- _WHAT YOU NEED TO DO_: Begin at the line that has "The height and width of the screenshot is (331, 589).", stop after the line that has "The height and width of the screenshot is (443, 788).", and print exactly those lines from the records below, without any pictures.

- _MATERIALS PROVIDED_:
++++++++

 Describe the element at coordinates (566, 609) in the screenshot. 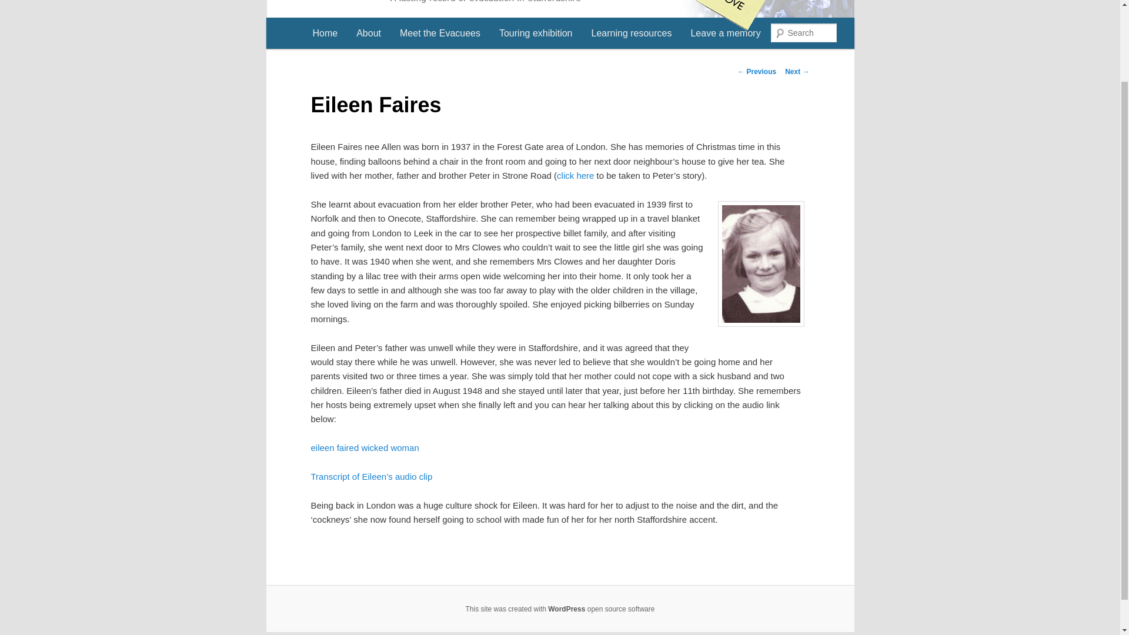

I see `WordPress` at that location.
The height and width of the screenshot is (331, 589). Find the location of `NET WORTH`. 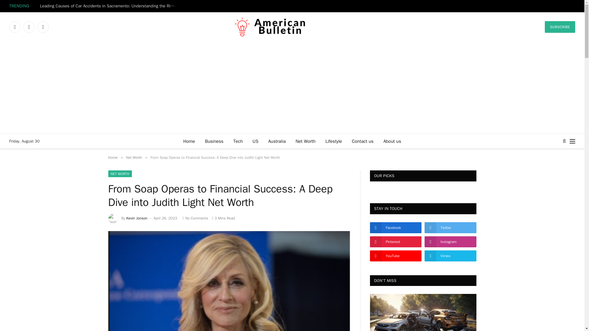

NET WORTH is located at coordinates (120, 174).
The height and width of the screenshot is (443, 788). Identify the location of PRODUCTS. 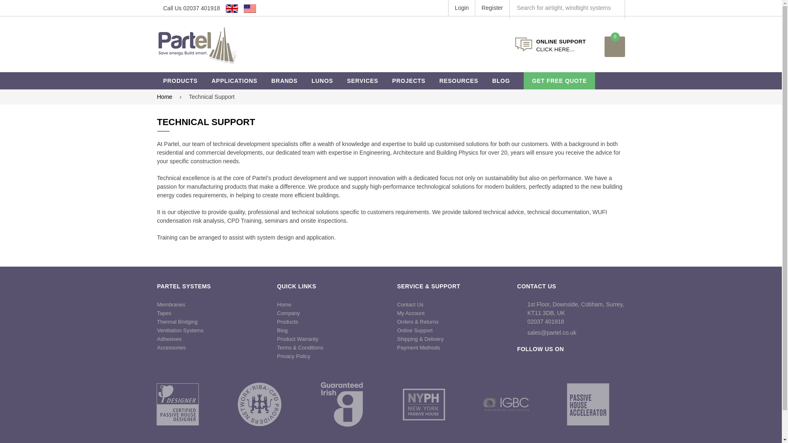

++++++++

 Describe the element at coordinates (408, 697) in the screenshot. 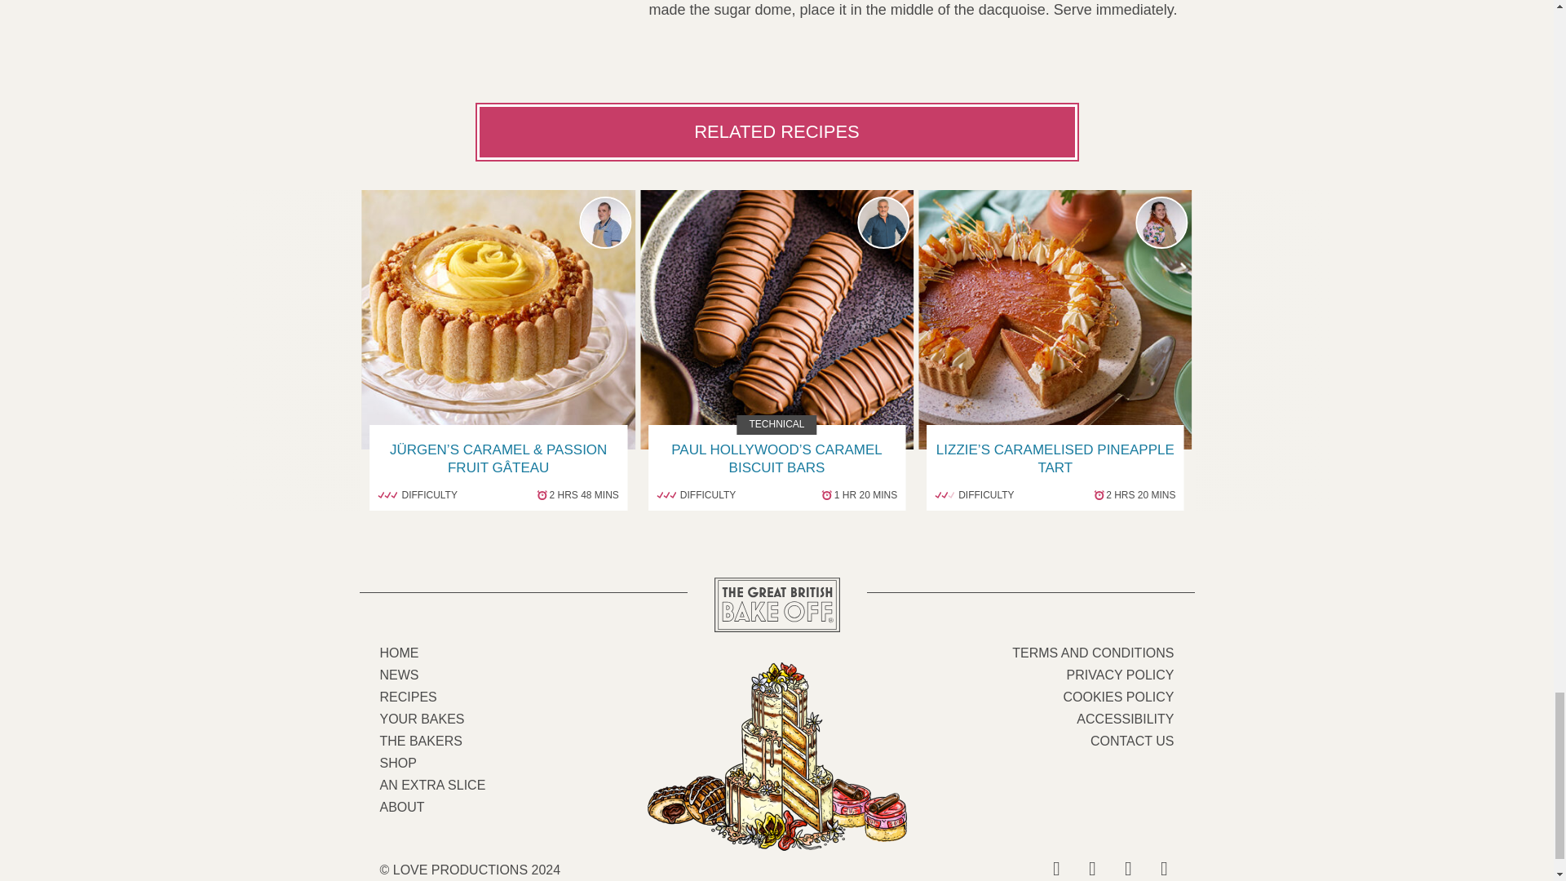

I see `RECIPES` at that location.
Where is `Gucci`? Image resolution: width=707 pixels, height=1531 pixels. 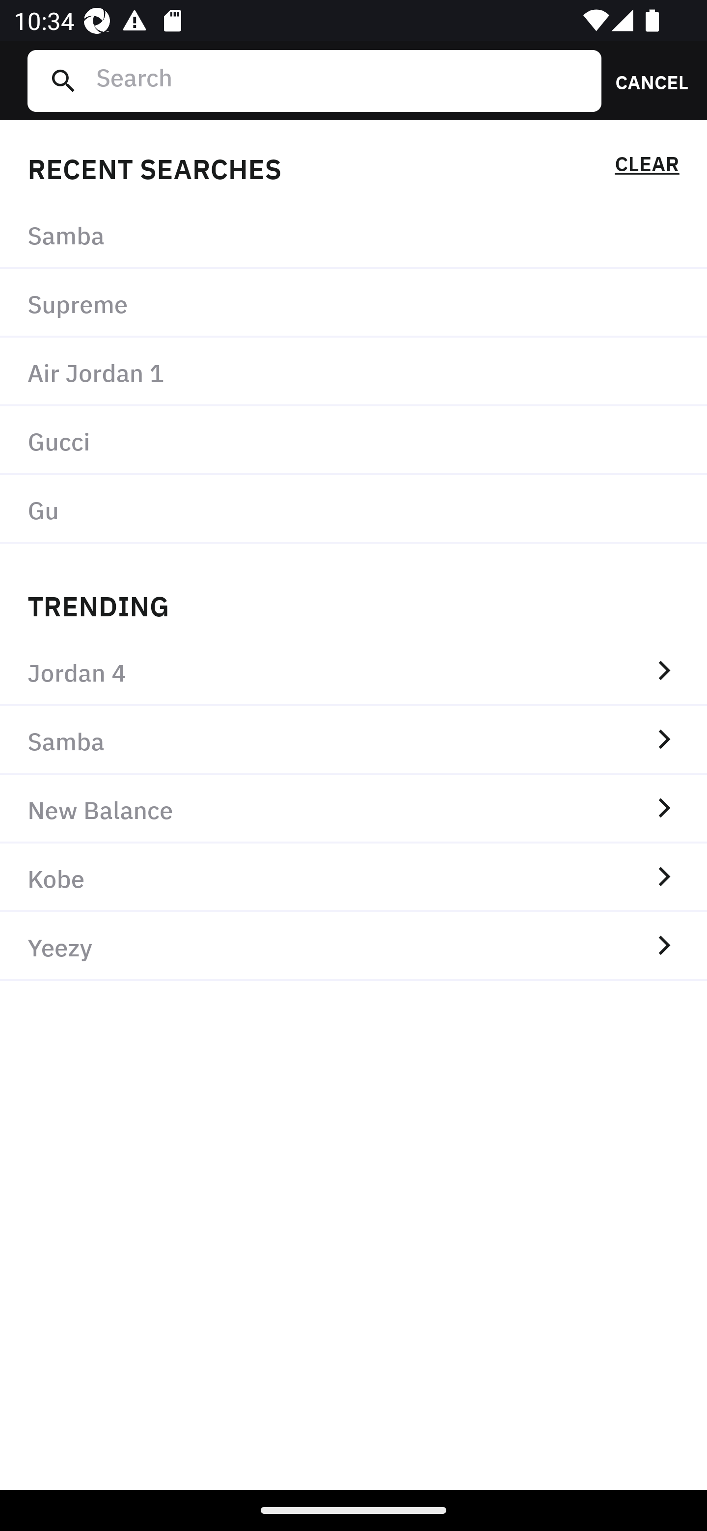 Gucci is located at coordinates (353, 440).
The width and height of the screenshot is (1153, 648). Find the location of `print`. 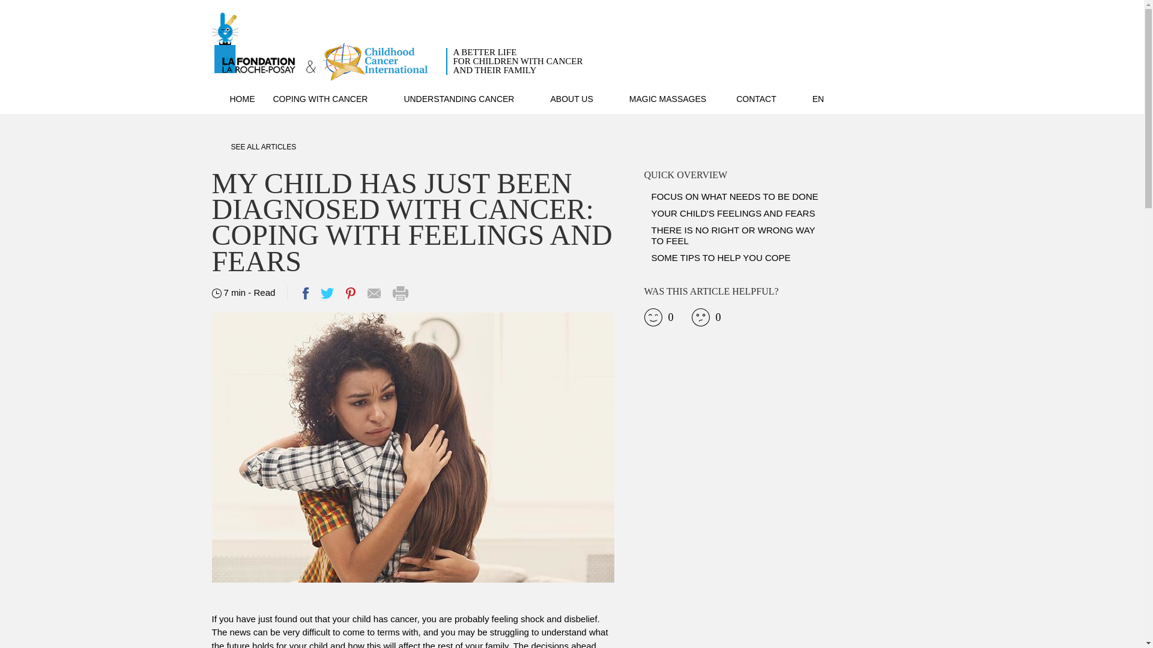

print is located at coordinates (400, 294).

++++++++

- _RESPONSE BOX_:
The height and width of the screenshot is (331, 589). Find the location of `NET WORTH`. 

NET WORTH is located at coordinates (120, 174).
The height and width of the screenshot is (443, 788). Identify the location of PRODUCTS. 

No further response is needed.